Newcastle’s next manager market is one of the more interesting futures bets that will emerge this summer. The club has resources, ambition, and a squad that’s underperforming its talent level. Whoever takes this job will have the tools to compete for European places immediately—which is exactly why the coaching candidate pool is so strong.

Check back at bet105 once official odds are posted. This is a market where early money makes a difference.

FAQ

When will Newcastle announce their decision on Eddie Howe?

The club has indicated they’ll conduct a “mutual evaluation” at the end of the 2025-26 season. Expect clarity by late May or early June, after the Premier League campaign concludes. Any futures bets on the next manager market should be placed before this announcement for maximum value.
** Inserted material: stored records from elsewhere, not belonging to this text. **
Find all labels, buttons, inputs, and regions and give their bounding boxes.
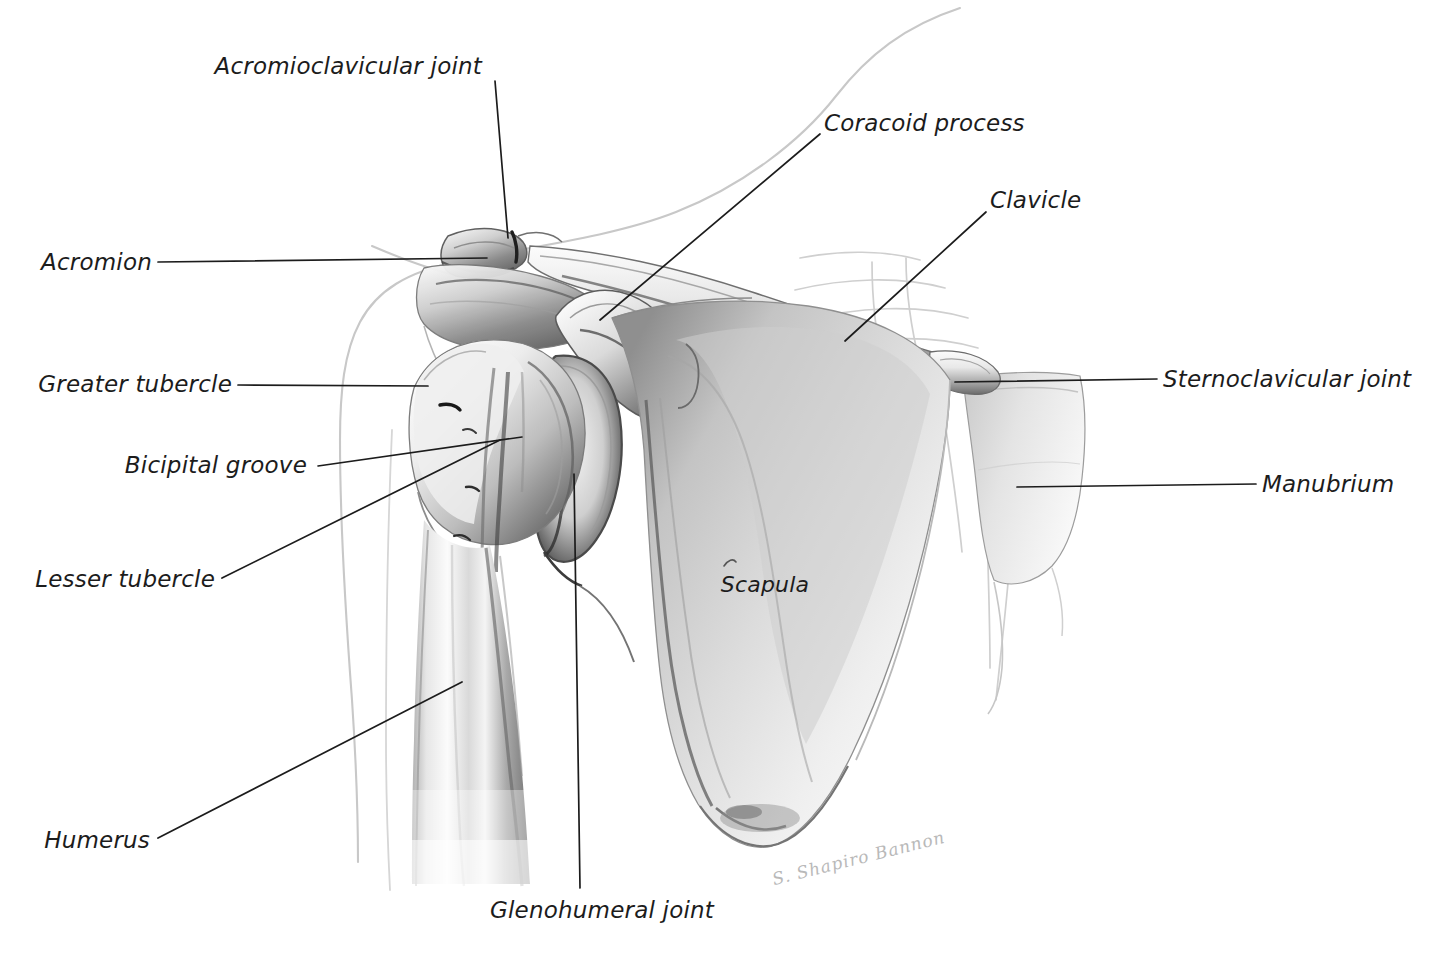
label-clavicle: Clavicle <box>990 189 1081 212</box>
label-glenohumeral-joint: Glenohumeral joint <box>490 899 714 922</box>
leader-line-acromion <box>158 258 487 262</box>
label-coracoid-process: Coracoid process <box>824 112 1025 135</box>
humerus-bone <box>400 340 585 900</box>
label-manubrium: Manubrium <box>1262 473 1394 496</box>
leader-line-clavicle <box>845 212 986 341</box>
body-contour-lower <box>386 430 392 890</box>
label-lesser-tubercle: Lesser tubercle <box>35 568 215 591</box>
label-greater-tubercle: Greater tubercle <box>38 373 232 396</box>
label-scapula: Scapula <box>721 574 809 596</box>
label-bicipital-groove: Bicipital groove <box>125 454 307 477</box>
label-sternoclavicular-joint: Sternoclavicular joint <box>1163 368 1411 391</box>
leader-line-acromioclavicular-joint <box>495 81 508 238</box>
figure-canvas: Acromioclavicular jointCoracoid processC… <box>0 0 1446 968</box>
label-humerus: Humerus <box>44 829 150 852</box>
label-acromioclavicular-joint: Acromioclavicular joint <box>215 55 482 78</box>
leader-line-greater-tubercle <box>238 385 428 386</box>
label-acromion: Acromion <box>41 251 152 274</box>
anatomy-illustration <box>0 0 1446 968</box>
manubrium-bone <box>963 372 1085 714</box>
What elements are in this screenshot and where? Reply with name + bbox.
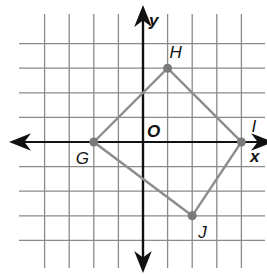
y-axis-label: y — [148, 11, 160, 30]
point-label-I: I — [251, 117, 256, 136]
axes — [20, 16, 262, 262]
point-I — [237, 138, 246, 147]
origin-label: O — [147, 122, 160, 141]
coordinate-plane: GHIJOxy — [0, 0, 267, 274]
labels: GHIJOxy — [76, 11, 261, 242]
x-axis-label: x — [249, 147, 261, 166]
point-H — [163, 64, 172, 73]
point-label-J: J — [197, 223, 207, 242]
point-J — [188, 211, 197, 220]
point-label-G: G — [76, 149, 89, 168]
point-label-H: H — [170, 43, 183, 62]
point-G — [89, 138, 98, 147]
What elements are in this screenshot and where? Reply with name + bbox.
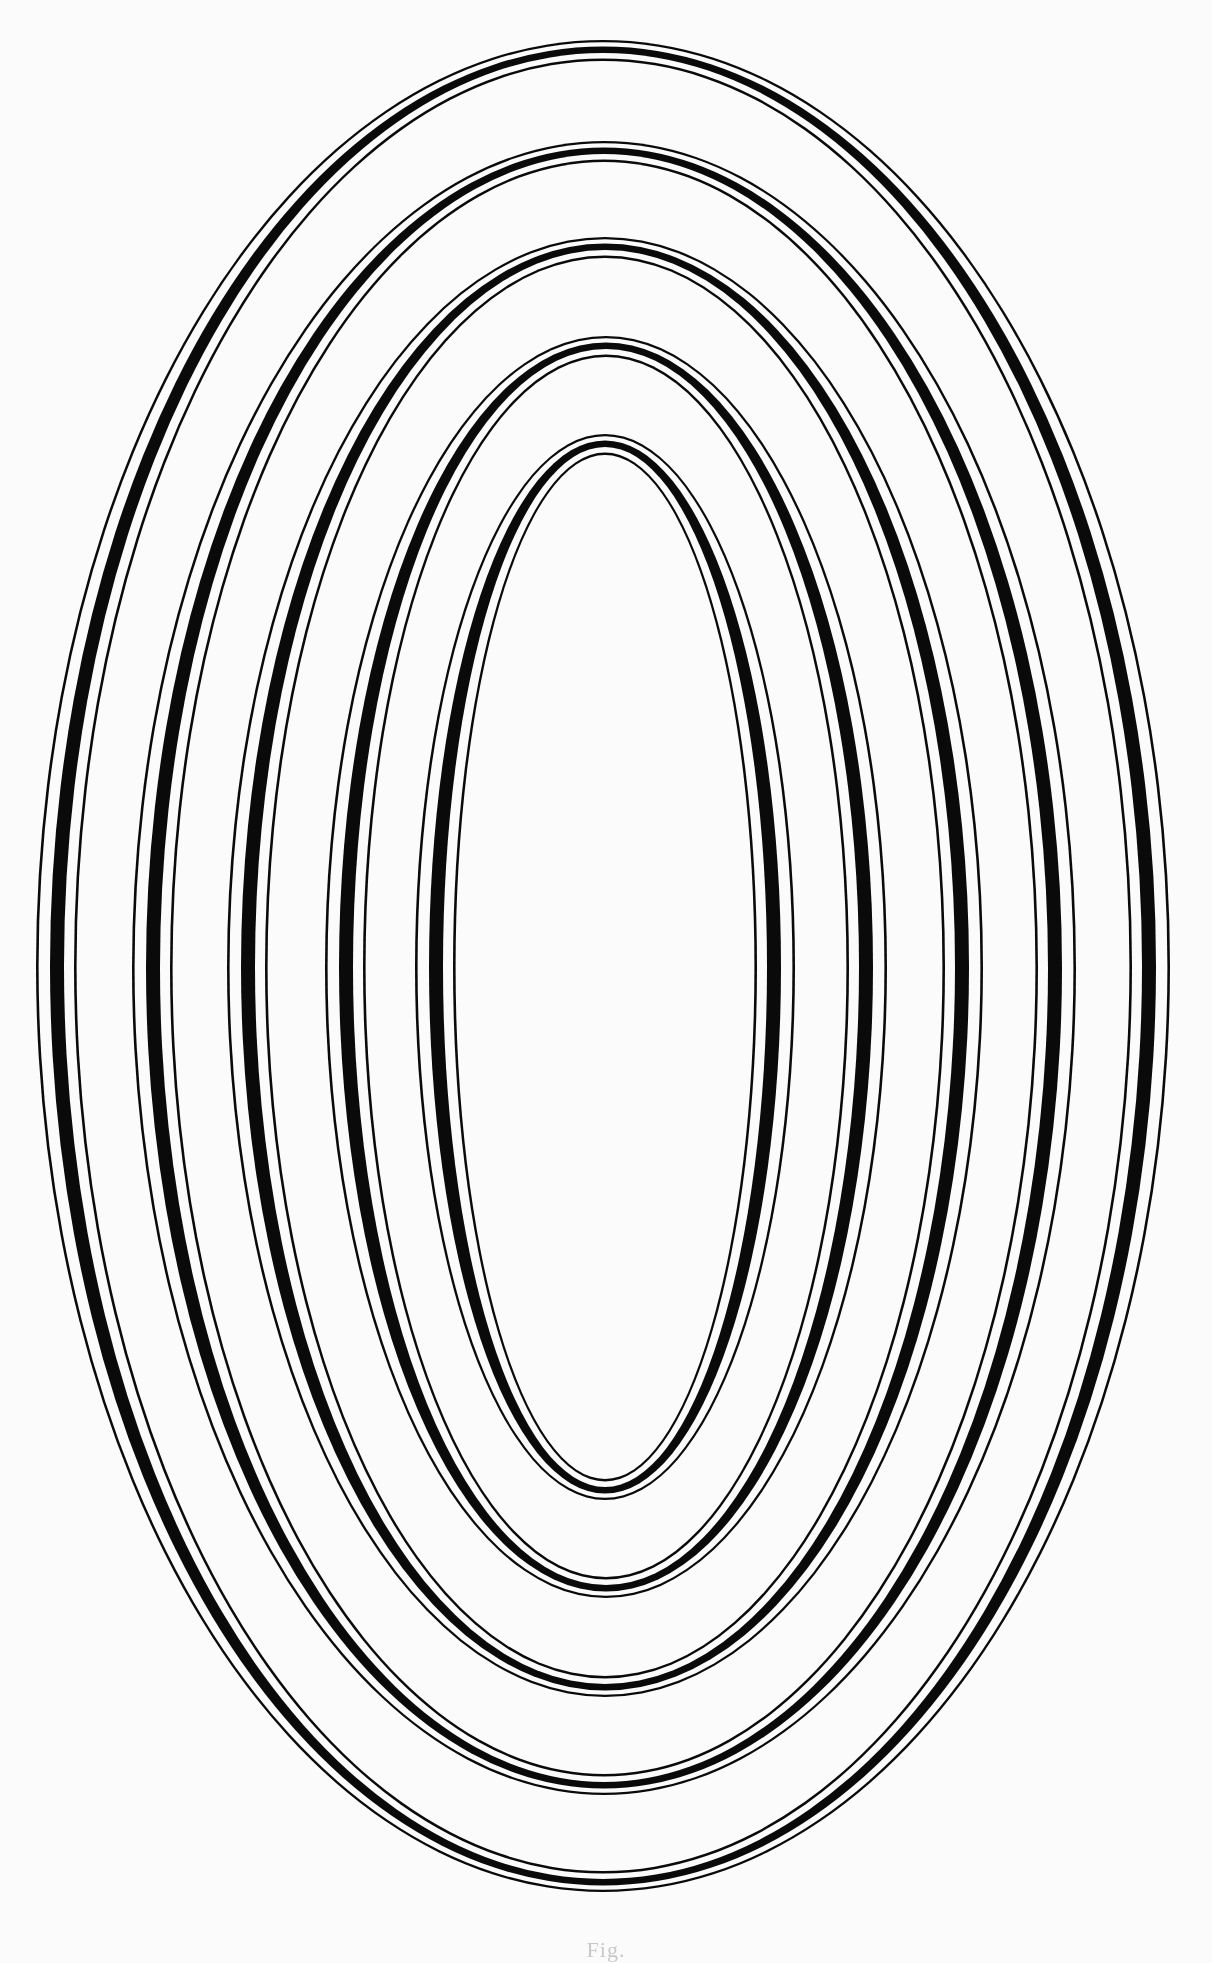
figure-caption-clipped: Fig. xyxy=(0,1937,1212,1963)
ellipse-ring-5 xyxy=(415,434,795,1500)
Who is the favorite to be Newcastle’s next manager?

Xabi Alonso is expected to open as the market favorite once official odds are posted, likely in the +250 to +350 range. However, sharp bettors should look further down the board—Sebastian Hoeness and Cesc Fabregas represent better value given their tactical profiles and Newcastle’s specific needs.

Will Eddie Howe stay at Newcastle next season?

Current market pricing implies roughly 55-60% probability that Howe remains. However, the underlying performance metrics—14th place, 17 points worse than last season, 25 points dropped from winning positions—suggest the real probability is closer to 40-45%. There’s value in betting against Howe’s survival if the price is right.